First, a brief history of the place we’ve called home for 36 years…. it has a wonderful edible history.

1976

Our house was built in 1937, and I am guessing that most of the fruit trees were planted when the house was built. We bought the house in 1976, so the trees were already 40 years old when we moved in.

Cornucopia of Tropical Fruits

Being from the mid west, I was in awe of what grew in the yard without any help whatsoever.

Avocado

There were four coconut palms, two mango trees (a Haden and an Alphonso mango), many citrus trees (tangelo, calamondin, tangerine, key lime, grapefruit and navel orange) two varieties of avocados and several Surinam cherries, also known as Florida cherries.
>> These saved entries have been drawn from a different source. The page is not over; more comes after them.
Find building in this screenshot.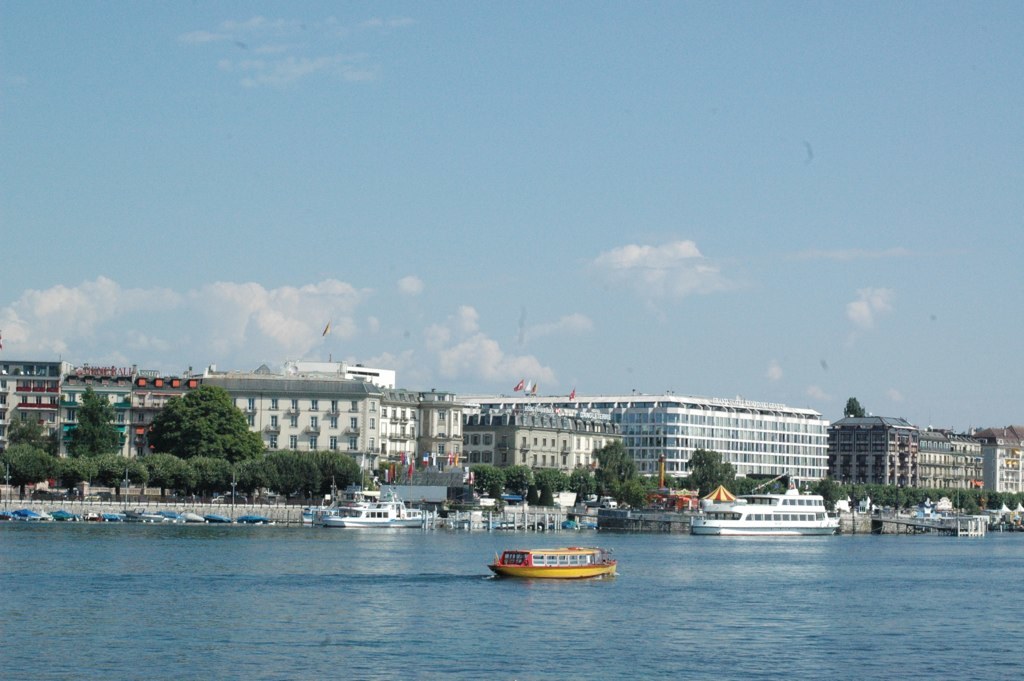
The bounding box for building is 0/360/623/493.
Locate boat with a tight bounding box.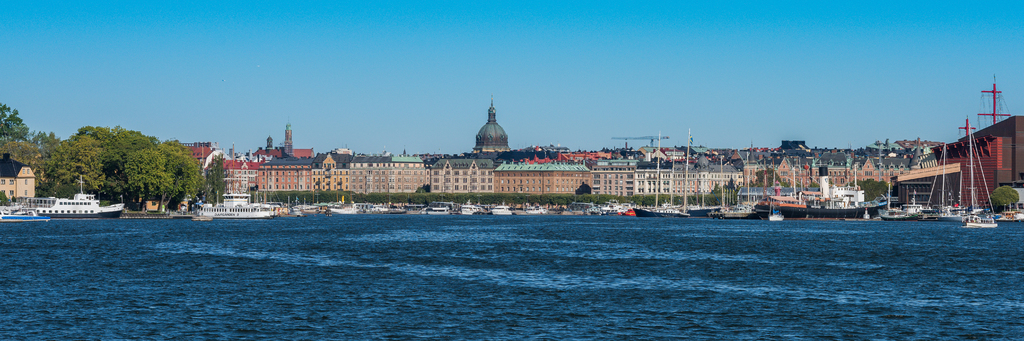
640/134/676/216.
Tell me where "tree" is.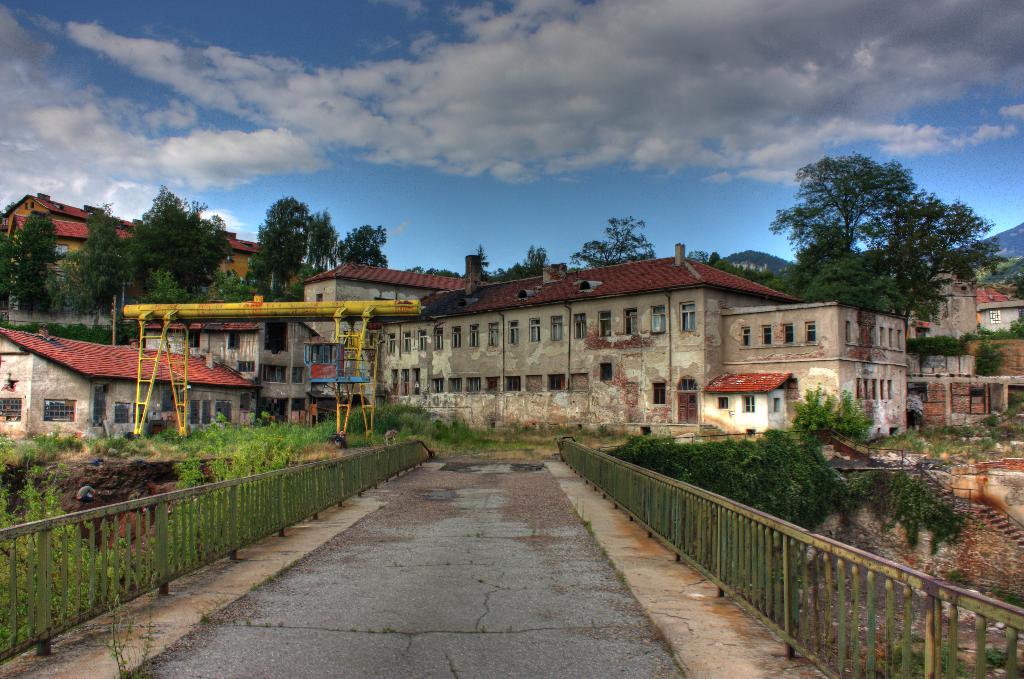
"tree" is at <region>568, 213, 666, 273</region>.
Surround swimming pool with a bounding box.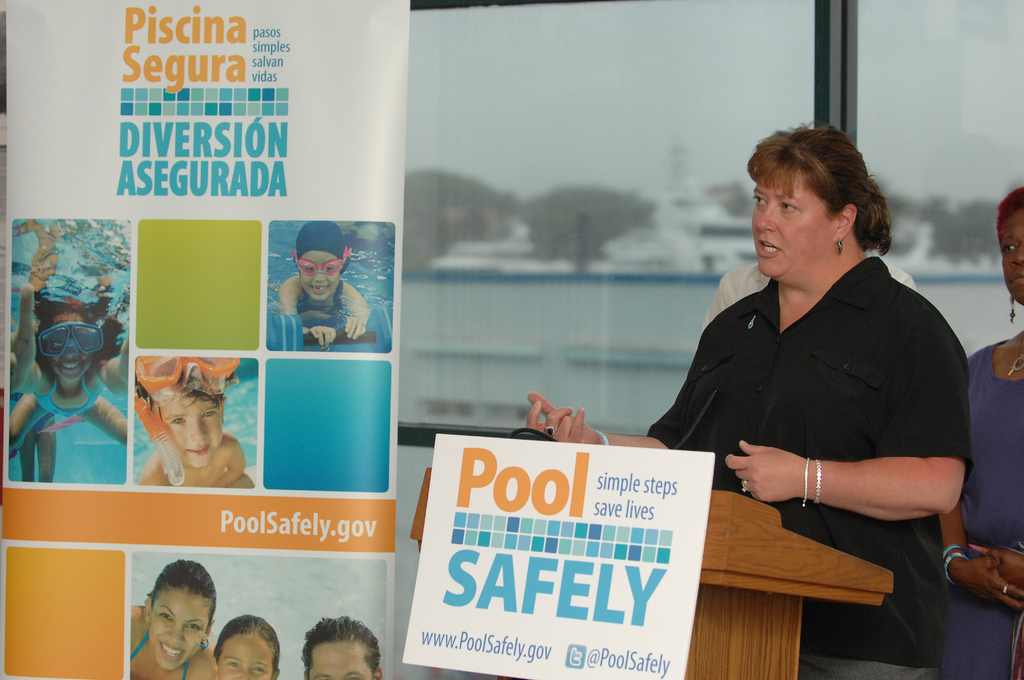
(left=266, top=360, right=388, bottom=491).
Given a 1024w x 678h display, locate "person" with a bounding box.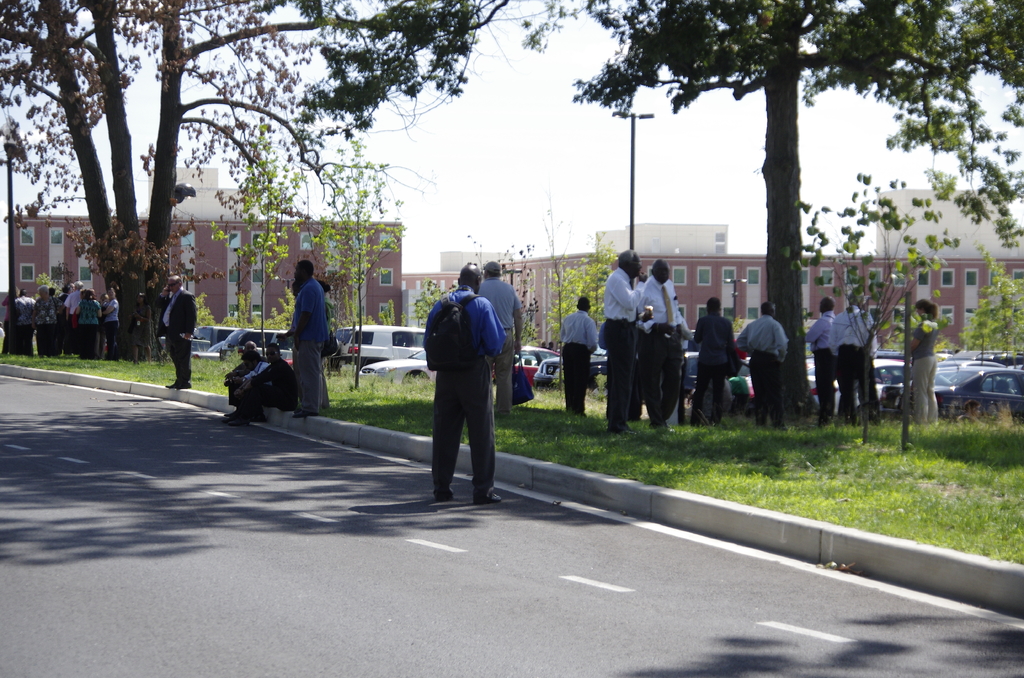
Located: pyautogui.locateOnScreen(155, 274, 198, 394).
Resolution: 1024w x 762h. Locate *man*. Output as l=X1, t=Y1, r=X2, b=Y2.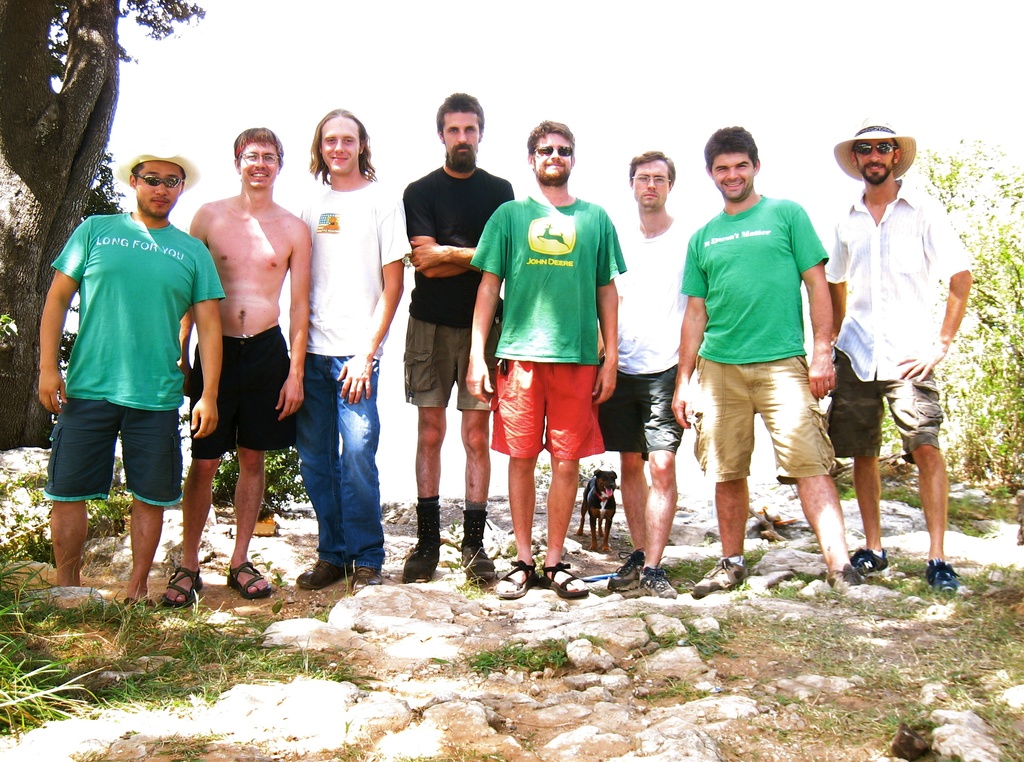
l=401, t=95, r=515, b=583.
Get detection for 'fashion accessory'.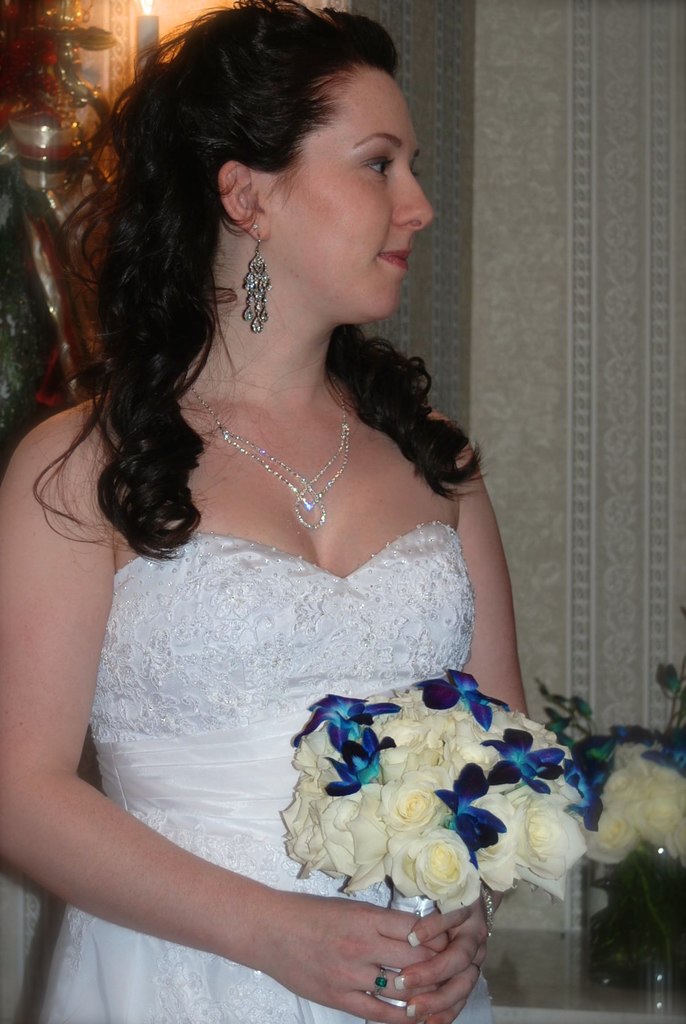
Detection: <box>177,367,349,531</box>.
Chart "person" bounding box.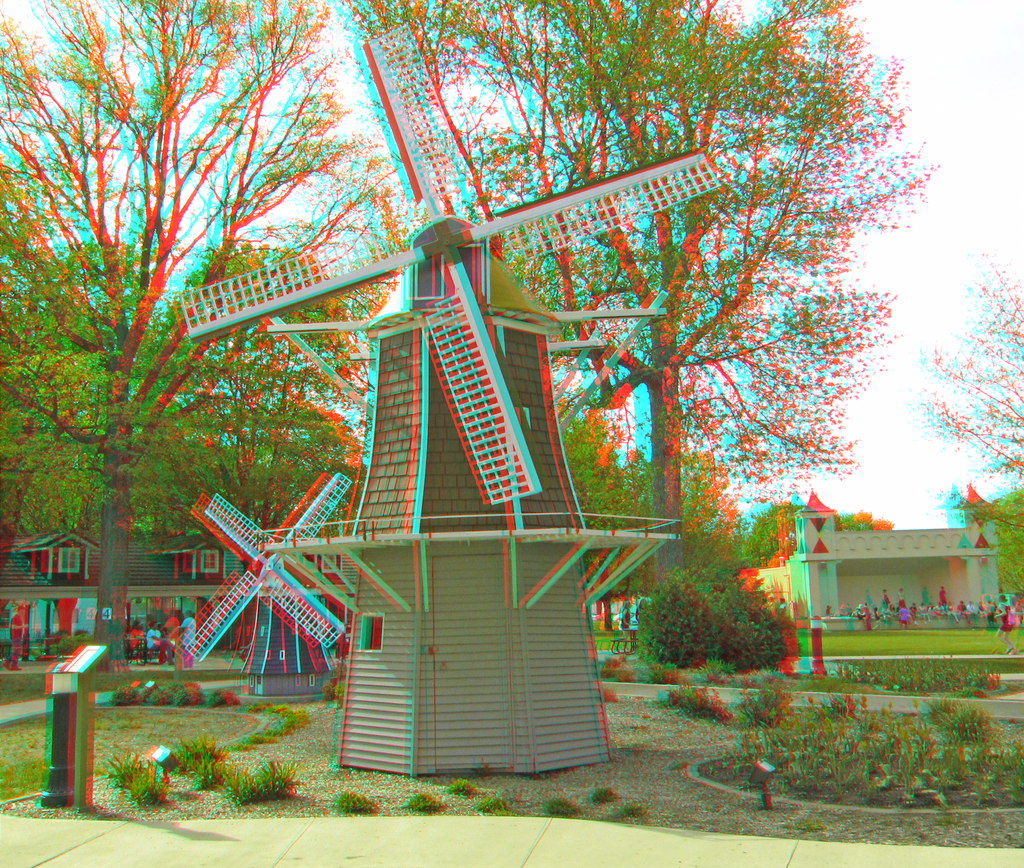
Charted: box=[188, 599, 206, 658].
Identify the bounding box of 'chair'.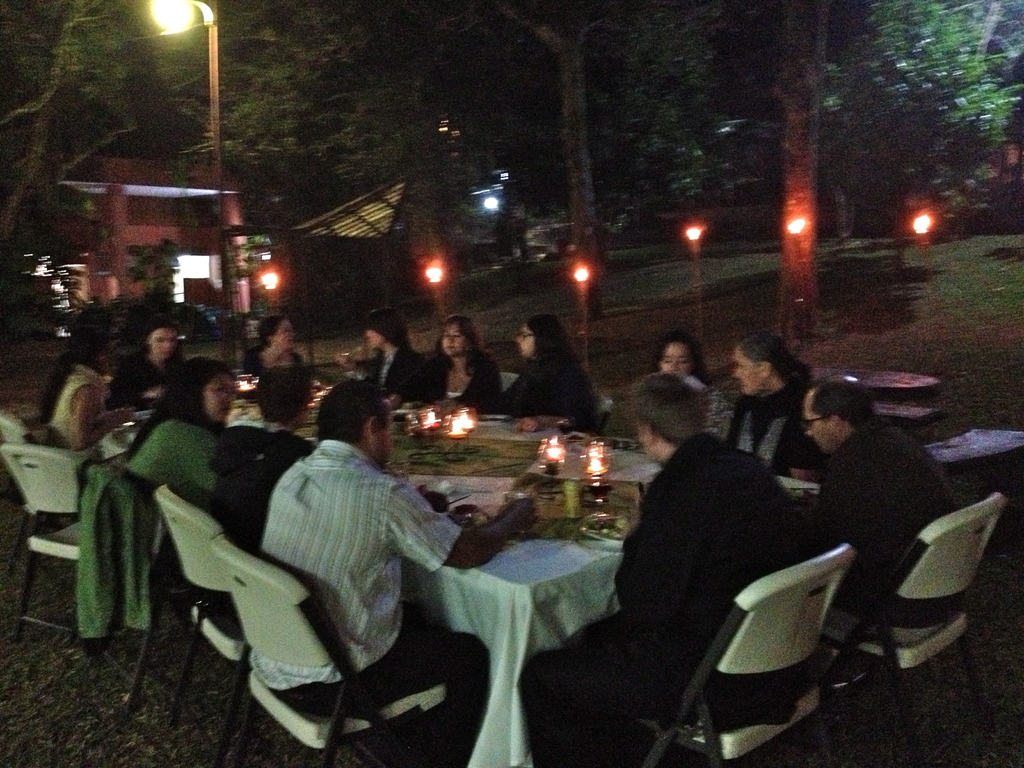
region(86, 467, 216, 714).
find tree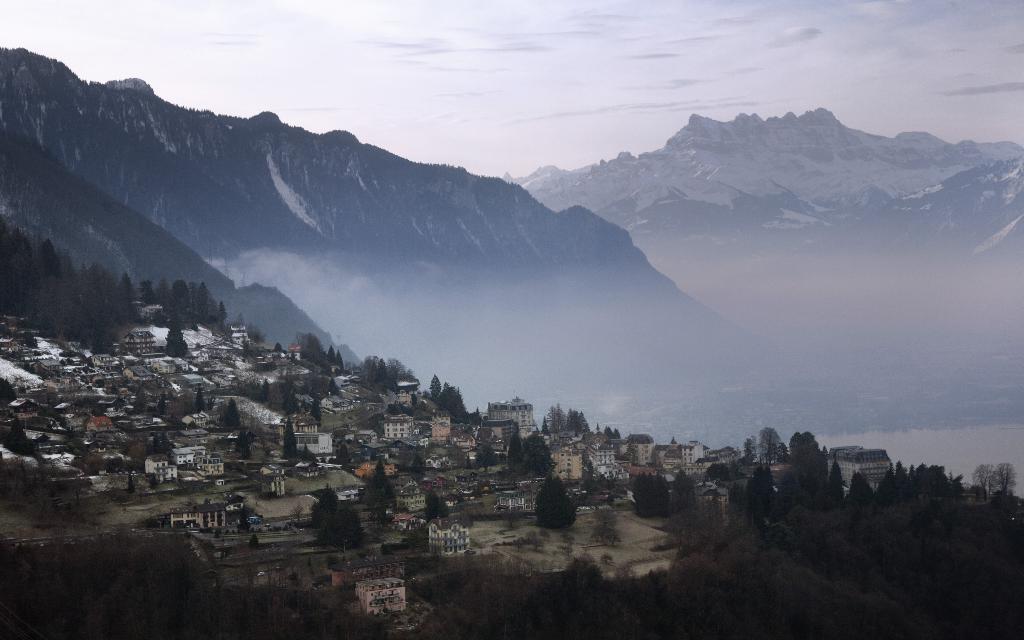
303/486/376/550
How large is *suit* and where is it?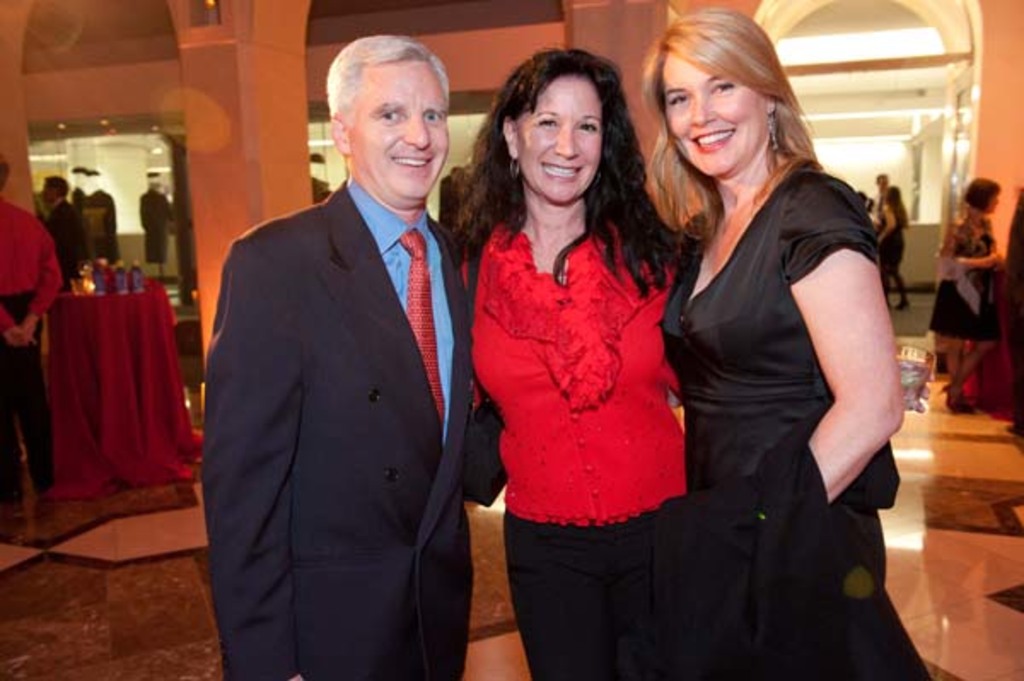
Bounding box: [171, 147, 451, 671].
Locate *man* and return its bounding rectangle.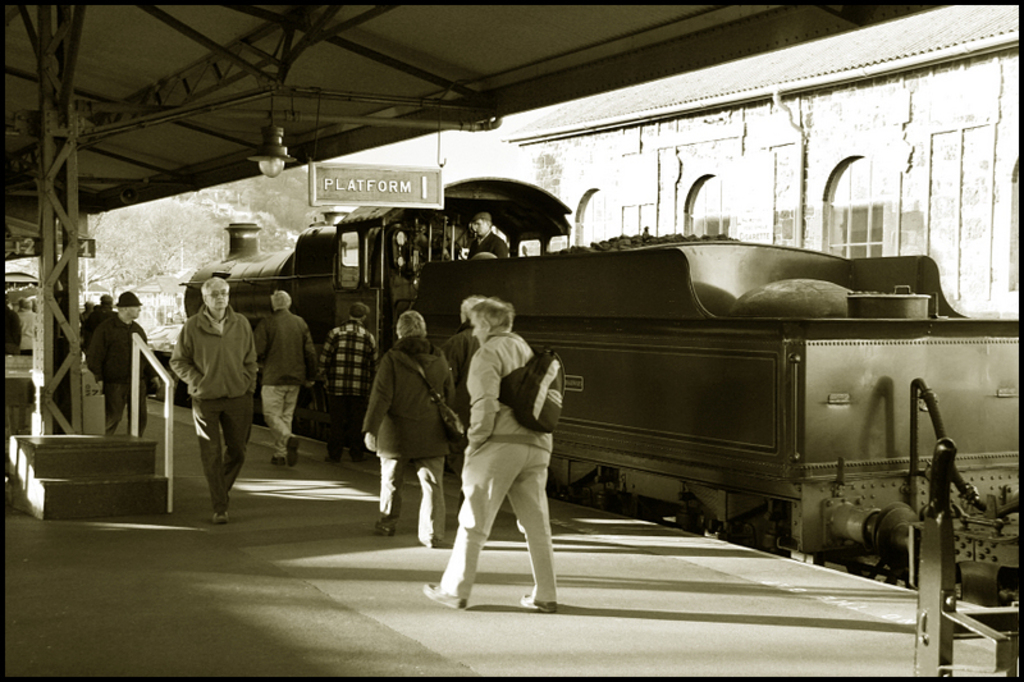
l=15, t=297, r=41, b=353.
Alphonso Mangos aka Indian Mangos

Over the years, we lost all the citrus trees (old age or hurricanes), the coconut palms (lethal yellowing) and one of the avocados. However, the mango trees have grown and produced fruit every year. Of course, some years are better than others, but we’ve always had some.

Is It or Isn’t It?

Haden Mango ?

This week I have been going back and forth with my son, Adam, and a friend of his, about my Haden mango tree. There is some discussion that it may not be a Haden after all. All three of us have been researching it and looking at pictures from various resources

The best resource I have found so far is from Pine Island Nursery in Miami, FL with very large, clear pictures of about 40 varieties of mangos along with a detailed description of each variety. There is an alphabetical list to the right of the pictures which makes it very easy to find the variety you are researching.

Haden Mango Tree!

I am not 100% certain that my huge tree (about 50 feet tall) is a Haden, but until I have irrefutable evidence that it is not, it is.

Traditional Indian Mango

Alphonso Mango aka Indian Mango

However, my research led to a discovery about the other mango tree in my yard. Very likely, it is an Alphonso, also known as the traditional Indian mango. When we bought our house, we were told it was a honey mango. Coming from the north in 1973, and never even having seen a mango before, I took the word of the woman from whom we bought the house in 1976.

It is nice to know what variety of mango it actually is, but it’s only a name. The taste is what counts. These have some fiber, but they are sweet and very mango-y. They are much smaller than the Haden, but well worth the effort necessary to slice and peel enough to have for chilling and/or eating.